To ameliorate the effects of the Obamacare wrecking ball, Wal-Mart Stores, Inc., is venturing into the business of providing primary health care. For $40, the price of a copay (mine are way more), “you can walk into a Wal-Mart clinic and see a doctor.” It’s “just $4 for Walmart U.S. employees and family members.”
Sandra Fluke: You can have a pregnancy test at Wal-Mart for … $3.00.
Via MarketWatch:
On Friday, a Walmart Care Clinic opened in Dalton, Ga., six months after Walmart U.S., the retailer’s biggest unit, entered the business of providing primary health care. It now operates a dozen clinics in rural Texas, South Carolina and Georgia and has increased its target for openings this year to 17. A … cholesterol test [will cost] $8. A typical retail clinic offers acute care only. But a Walmart Care Clinic also treats chronic conditions such as diabetes. (Walmart U.S. also leases space in its stores to 94 clinics owned by others that set their own pricing.)
“It was very important to us that we establish a retail price in the health-care industry because price leadership matters to us,” said Jennifer LaPerre, a Walmart U.S. senior director responsible for health and wellness, in an interview.
Let the anti-Wal Mart jousting begin.
Typically, critics of Wal Mart—for example, Marian Kester Coombs, writing for The American Conservative—will do nothing to trace the mysterious mechanism by which Wal-Mart is said to impoverish. By offering “the lowest possible prices all the time, not just during sales”? What precisely is the economic process that accounts for Wal-Mart’s ability to “expel jobs and technology from our own country”? Competition? Offering a product people choose to buy?
“Protecting the home market,” which is what TAC writer advocates, is to the detriment of consumers. It forces them to subsidize less efficient local industries, making them the poorer for it. To keep inefficient industries in the lap of luxury, hundreds of others are doomed to shrink or go under.
The writer aforementioned also froths at the mouth over “the teenage girl in Bangladesh … forced to sew pocket flaps onto 120 pairs of pants per hour for 13 cents per hour.” It sounds dreadful. However, the economic reality is this: Wal-Mart is either offering higher, the same or lower wages than the wages workers were earning before its arrival in Bangladesh. The company would find it hard to attract workers if it was paying less, or the same as other companies. Ergo, Wal-Mart is a benefactor that pays the kind of wage unavailable prior to its arrival. More material, if the entrepreneur were forced to pay workers in excess of their productivity, he would eventually have to disinvest. What will the Bangladeshi teenage girl do when that happens?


▶ [ASSIGNED TASK] Go through the records and copy each line where the word "left" occurs.

[Figure record listings]
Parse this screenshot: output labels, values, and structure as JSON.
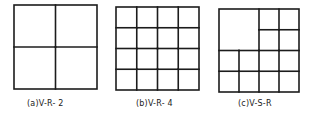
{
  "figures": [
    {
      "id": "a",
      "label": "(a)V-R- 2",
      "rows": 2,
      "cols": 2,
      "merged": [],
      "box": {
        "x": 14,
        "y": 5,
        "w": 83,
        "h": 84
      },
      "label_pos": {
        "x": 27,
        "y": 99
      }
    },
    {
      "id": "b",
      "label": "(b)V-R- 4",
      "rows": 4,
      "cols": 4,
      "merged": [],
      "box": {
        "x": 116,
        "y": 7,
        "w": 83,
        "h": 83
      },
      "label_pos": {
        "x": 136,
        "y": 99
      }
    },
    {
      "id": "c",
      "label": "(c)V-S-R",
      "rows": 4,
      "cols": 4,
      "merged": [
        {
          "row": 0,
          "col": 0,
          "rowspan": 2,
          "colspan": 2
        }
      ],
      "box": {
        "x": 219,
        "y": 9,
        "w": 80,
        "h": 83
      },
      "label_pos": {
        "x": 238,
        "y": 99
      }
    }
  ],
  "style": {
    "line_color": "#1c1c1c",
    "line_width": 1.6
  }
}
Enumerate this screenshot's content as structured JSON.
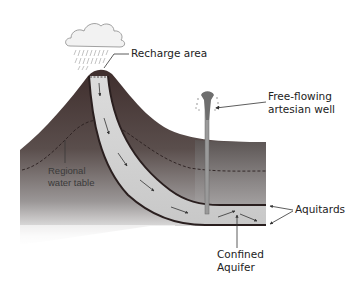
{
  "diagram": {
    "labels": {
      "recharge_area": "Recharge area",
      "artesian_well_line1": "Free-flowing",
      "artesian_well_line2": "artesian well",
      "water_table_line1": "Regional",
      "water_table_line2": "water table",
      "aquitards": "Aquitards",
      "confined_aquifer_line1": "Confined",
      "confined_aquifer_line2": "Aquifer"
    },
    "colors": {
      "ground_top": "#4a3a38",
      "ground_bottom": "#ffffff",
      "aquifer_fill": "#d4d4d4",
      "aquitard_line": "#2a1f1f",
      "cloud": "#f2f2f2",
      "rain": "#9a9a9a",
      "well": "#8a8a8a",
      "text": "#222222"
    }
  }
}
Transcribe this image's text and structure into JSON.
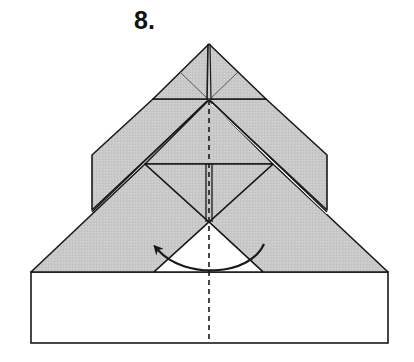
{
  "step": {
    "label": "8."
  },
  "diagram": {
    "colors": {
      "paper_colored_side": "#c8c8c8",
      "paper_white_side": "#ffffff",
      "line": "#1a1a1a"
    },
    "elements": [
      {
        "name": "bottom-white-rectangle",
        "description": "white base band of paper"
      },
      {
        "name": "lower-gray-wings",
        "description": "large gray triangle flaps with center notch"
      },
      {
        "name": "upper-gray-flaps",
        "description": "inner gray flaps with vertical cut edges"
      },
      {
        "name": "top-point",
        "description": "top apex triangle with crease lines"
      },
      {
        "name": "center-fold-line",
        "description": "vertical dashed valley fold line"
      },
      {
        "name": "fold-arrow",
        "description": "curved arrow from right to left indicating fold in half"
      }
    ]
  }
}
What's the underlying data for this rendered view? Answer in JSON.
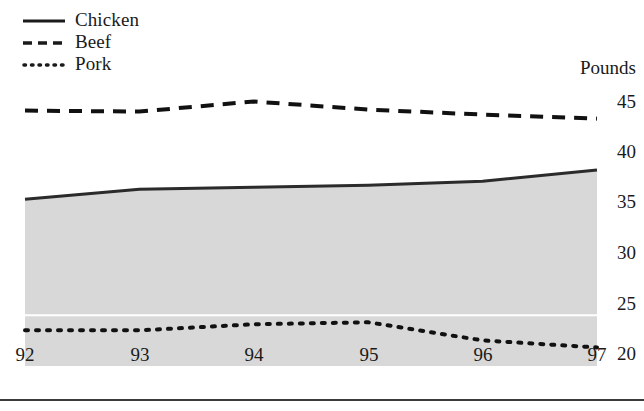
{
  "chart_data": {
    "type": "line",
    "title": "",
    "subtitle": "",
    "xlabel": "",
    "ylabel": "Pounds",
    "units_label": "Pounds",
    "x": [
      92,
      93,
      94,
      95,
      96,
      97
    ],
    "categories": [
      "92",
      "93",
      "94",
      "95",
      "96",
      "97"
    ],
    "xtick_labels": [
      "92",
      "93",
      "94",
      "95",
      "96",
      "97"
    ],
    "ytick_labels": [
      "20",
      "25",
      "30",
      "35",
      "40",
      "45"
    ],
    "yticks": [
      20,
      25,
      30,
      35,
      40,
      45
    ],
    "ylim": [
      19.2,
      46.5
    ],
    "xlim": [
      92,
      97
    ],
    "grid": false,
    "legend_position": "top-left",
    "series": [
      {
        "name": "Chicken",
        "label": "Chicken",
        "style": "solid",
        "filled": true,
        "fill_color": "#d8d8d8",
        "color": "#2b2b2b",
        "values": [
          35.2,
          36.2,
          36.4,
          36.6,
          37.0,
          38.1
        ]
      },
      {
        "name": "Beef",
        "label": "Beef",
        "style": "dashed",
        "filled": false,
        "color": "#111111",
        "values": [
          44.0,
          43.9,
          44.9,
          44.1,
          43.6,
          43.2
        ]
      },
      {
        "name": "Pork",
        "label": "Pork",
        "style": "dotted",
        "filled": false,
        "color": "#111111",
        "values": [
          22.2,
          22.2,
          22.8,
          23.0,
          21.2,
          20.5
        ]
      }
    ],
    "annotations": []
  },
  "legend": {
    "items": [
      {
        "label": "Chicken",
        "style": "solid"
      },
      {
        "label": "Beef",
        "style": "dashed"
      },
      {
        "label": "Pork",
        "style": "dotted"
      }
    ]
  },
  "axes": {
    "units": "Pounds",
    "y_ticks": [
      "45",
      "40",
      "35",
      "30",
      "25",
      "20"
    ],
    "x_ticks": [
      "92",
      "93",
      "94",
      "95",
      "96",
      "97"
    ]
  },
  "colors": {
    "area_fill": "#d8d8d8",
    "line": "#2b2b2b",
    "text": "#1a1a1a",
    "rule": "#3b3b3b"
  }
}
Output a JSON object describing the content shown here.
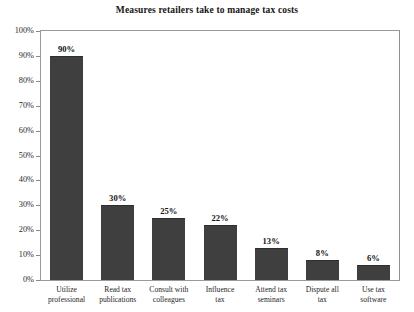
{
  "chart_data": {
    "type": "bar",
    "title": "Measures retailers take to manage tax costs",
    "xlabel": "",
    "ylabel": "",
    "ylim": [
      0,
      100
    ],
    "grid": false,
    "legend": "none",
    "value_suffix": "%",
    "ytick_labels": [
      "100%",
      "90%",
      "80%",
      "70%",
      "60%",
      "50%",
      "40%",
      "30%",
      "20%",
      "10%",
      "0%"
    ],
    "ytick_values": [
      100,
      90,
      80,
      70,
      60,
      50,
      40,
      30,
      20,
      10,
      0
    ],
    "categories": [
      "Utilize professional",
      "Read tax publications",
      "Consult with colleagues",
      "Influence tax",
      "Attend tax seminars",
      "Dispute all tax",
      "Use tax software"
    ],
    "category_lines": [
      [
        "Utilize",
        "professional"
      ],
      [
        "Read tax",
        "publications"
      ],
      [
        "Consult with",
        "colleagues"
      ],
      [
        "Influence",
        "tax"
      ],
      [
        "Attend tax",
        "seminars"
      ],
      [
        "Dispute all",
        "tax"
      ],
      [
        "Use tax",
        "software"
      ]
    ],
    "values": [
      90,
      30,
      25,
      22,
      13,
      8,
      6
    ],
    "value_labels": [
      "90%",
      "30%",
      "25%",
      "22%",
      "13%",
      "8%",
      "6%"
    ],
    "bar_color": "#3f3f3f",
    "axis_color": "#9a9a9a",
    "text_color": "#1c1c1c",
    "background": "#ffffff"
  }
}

▶ [TASK RESPONSE]
        "description": "curved arrow from right to left indicating fold in half"
    "legend_position": "top-left",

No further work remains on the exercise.